#### What the task requires:
All pictures are to be omitted while the lines starting at the line with "Describe the element at coordinates (421, 316)" and ending at the line with "pyautogui.click(x=<x>, y=<y>)" in the material below are retyped exactly, both ends included.

*** Opening of Material to process ***

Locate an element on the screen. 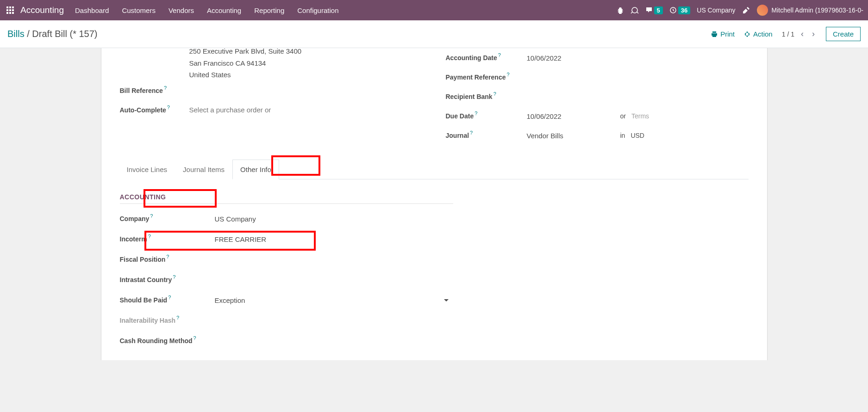 This screenshot has width=868, height=412. auto-complete-label: Auto-Complete? is located at coordinates (155, 110).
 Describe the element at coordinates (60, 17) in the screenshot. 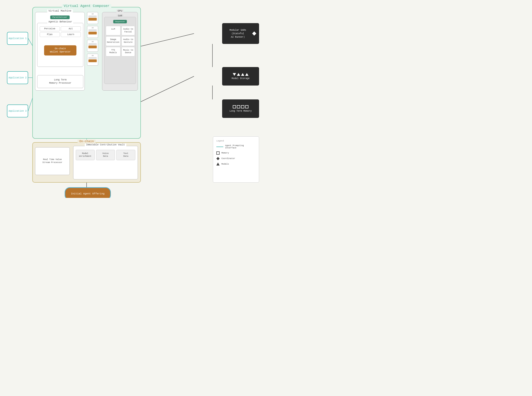

I see `paralleliser-button: Paralleliser` at that location.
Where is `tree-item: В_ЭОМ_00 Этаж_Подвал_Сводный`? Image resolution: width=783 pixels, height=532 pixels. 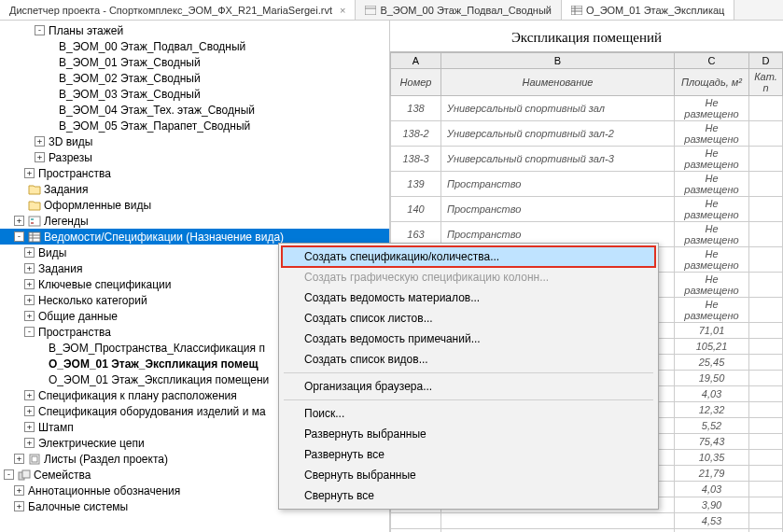 tree-item: В_ЭОМ_00 Этаж_Подвал_Сводный is located at coordinates (194, 47).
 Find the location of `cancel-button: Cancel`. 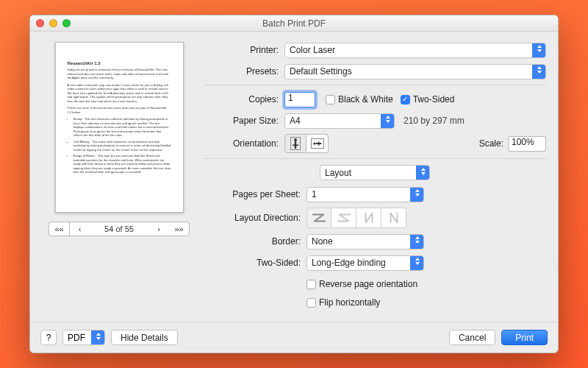

cancel-button: Cancel is located at coordinates (472, 337).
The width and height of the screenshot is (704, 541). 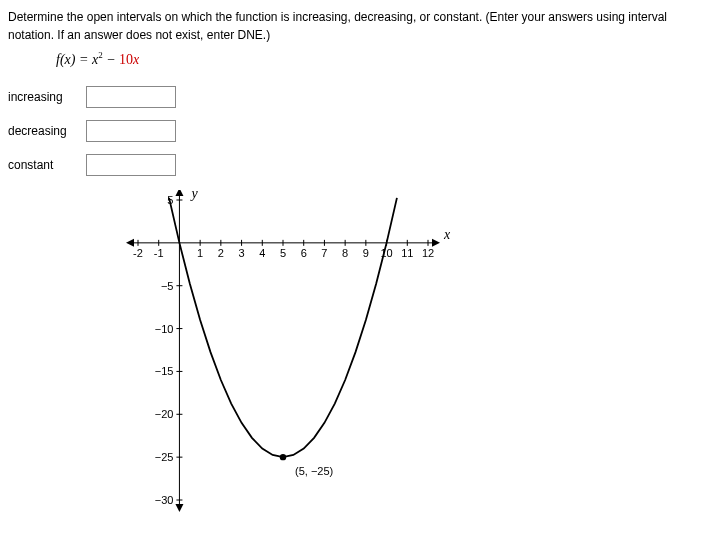 I want to click on x-tick-label: 7, so click(x=324, y=253).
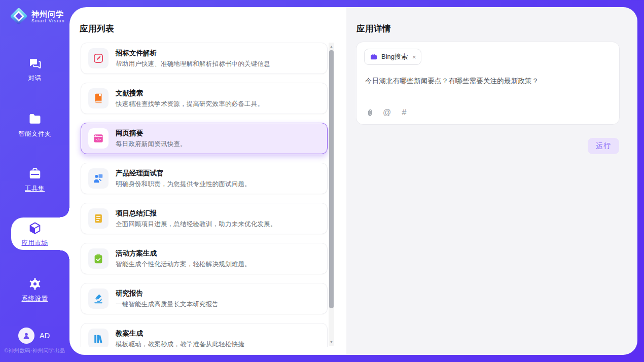 The width and height of the screenshot is (644, 362). What do you see at coordinates (204, 58) in the screenshot?
I see `app-list-item: 招标文件解析帮助用户快速、准确地理解和解析招标书中的关键信息` at bounding box center [204, 58].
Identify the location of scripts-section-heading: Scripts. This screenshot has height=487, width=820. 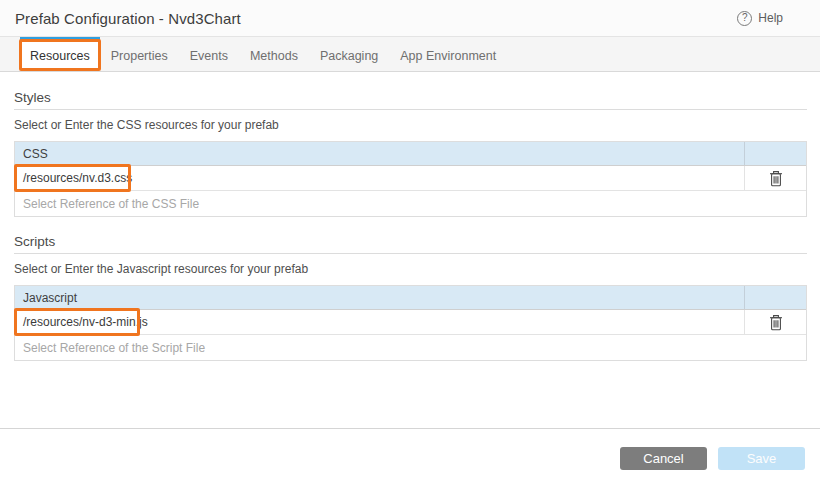
(410, 244).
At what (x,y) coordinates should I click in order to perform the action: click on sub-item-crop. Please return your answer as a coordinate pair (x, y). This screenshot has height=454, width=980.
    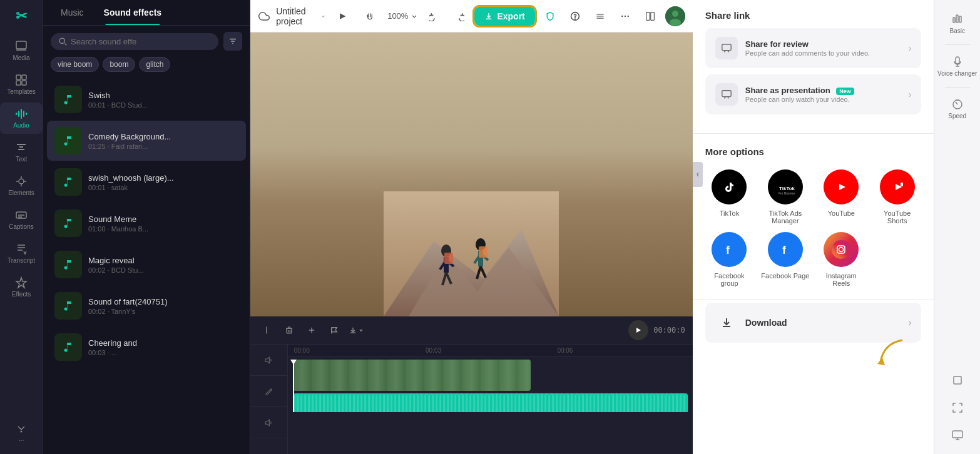
    Looking at the image, I should click on (957, 380).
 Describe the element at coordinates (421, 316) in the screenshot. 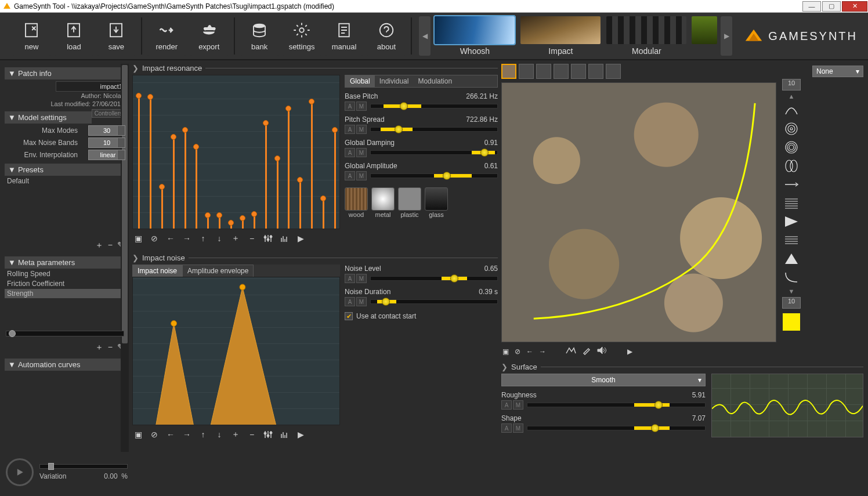

I see `use-contact-checkbox: ✔Use at contact start` at that location.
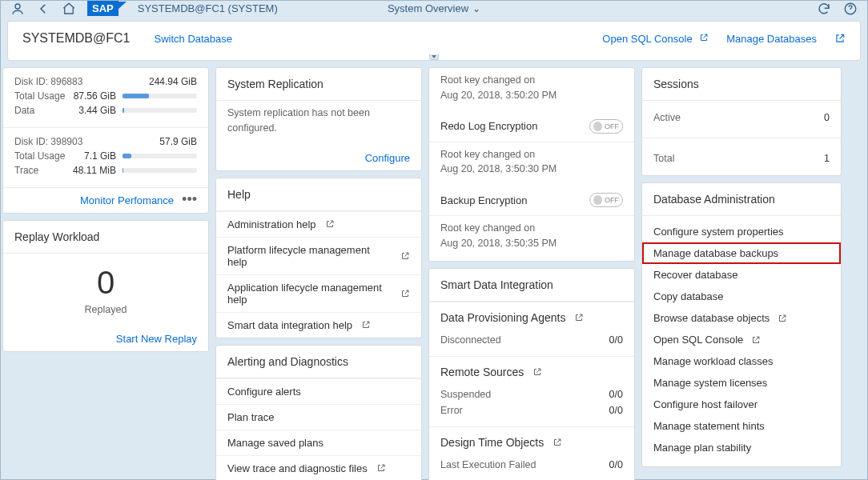  I want to click on disk-total: 244.94 GiB, so click(173, 82).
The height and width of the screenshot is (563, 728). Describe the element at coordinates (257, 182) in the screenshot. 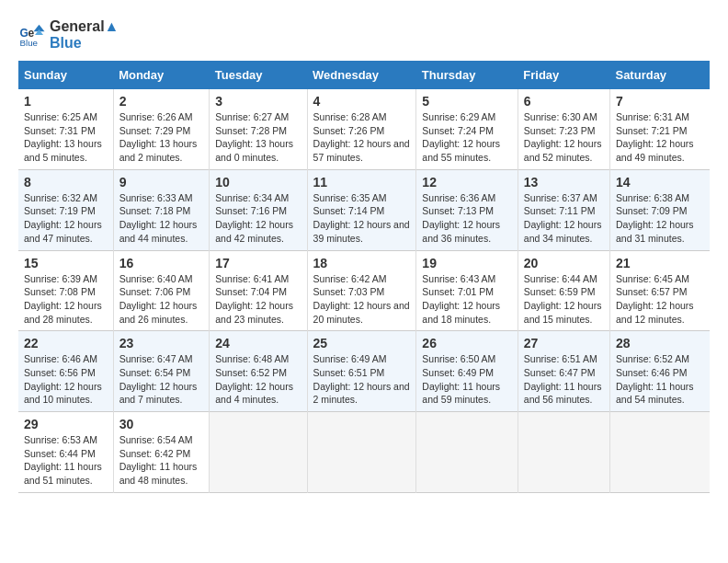

I see `day-number: 10` at that location.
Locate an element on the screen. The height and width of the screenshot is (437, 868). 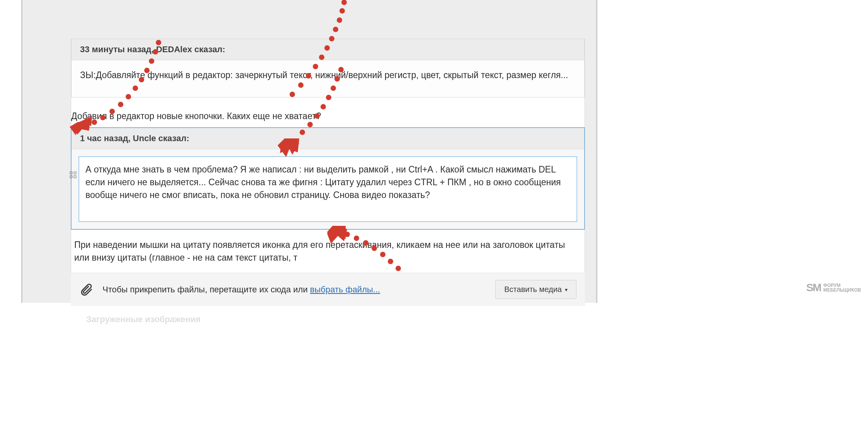
attach-hint-text: Чтобы прикрепить файлы, перетащите их сю… is located at coordinates (206, 289).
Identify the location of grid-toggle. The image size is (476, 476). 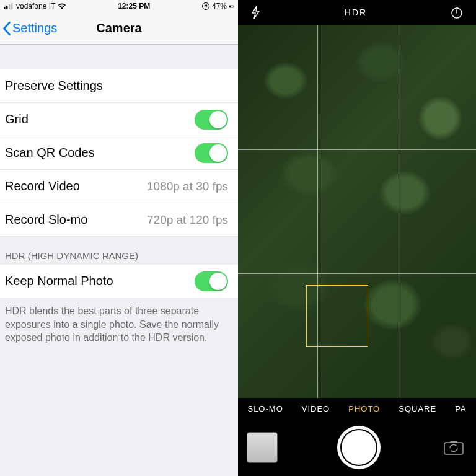
(211, 120).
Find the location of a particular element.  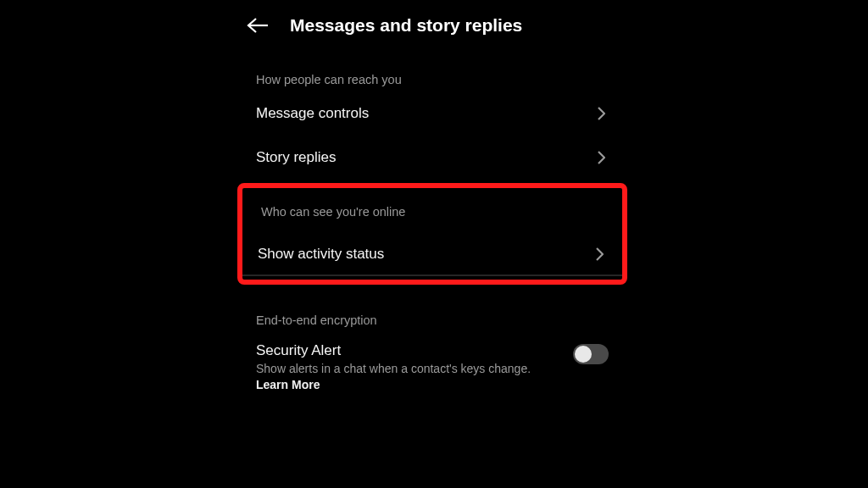

row-show-activity-status: Show activity status is located at coordinates (432, 249).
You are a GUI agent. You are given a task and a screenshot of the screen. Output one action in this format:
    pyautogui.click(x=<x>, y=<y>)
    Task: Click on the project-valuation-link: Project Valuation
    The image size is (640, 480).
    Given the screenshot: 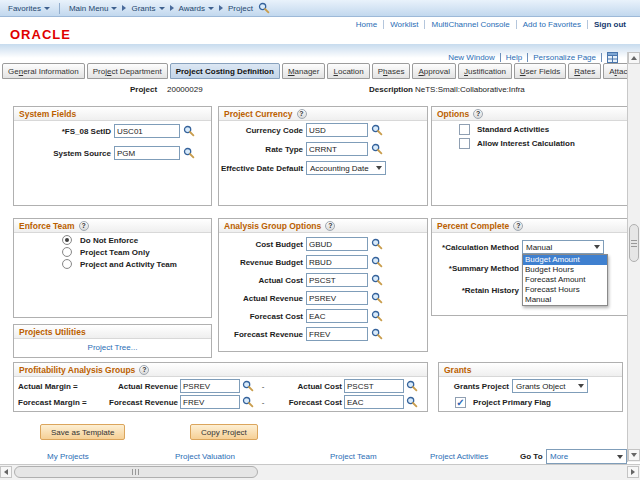 What is the action you would take?
    pyautogui.click(x=205, y=456)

*** Close of Material to process ***

#### Answer space:
 Describe the element at coordinates (421, 316) in the screenshot. 

I see `use-contact-checkbox: ✔Use at contact start` at that location.
  I want to click on disk-total: 244.94 GiB, so click(173, 82).
The height and width of the screenshot is (563, 728). Describe the element at coordinates (257, 182) in the screenshot. 

I see `day-number: 10` at that location.
Locate an element on the screen. The height and width of the screenshot is (437, 868). 
attach-hint-text: Чтобы прикрепить файлы, перетащите их сю… is located at coordinates (206, 289).
Identify the location of grid-toggle. The image size is (476, 476). 
(211, 120).
Find the location of a particular element.  

row-show-activity-status: Show activity status is located at coordinates (432, 249).
You are a GUI agent. You are given a task and a screenshot of the screen. Output one action in this format:
    pyautogui.click(x=<x>, y=<y>)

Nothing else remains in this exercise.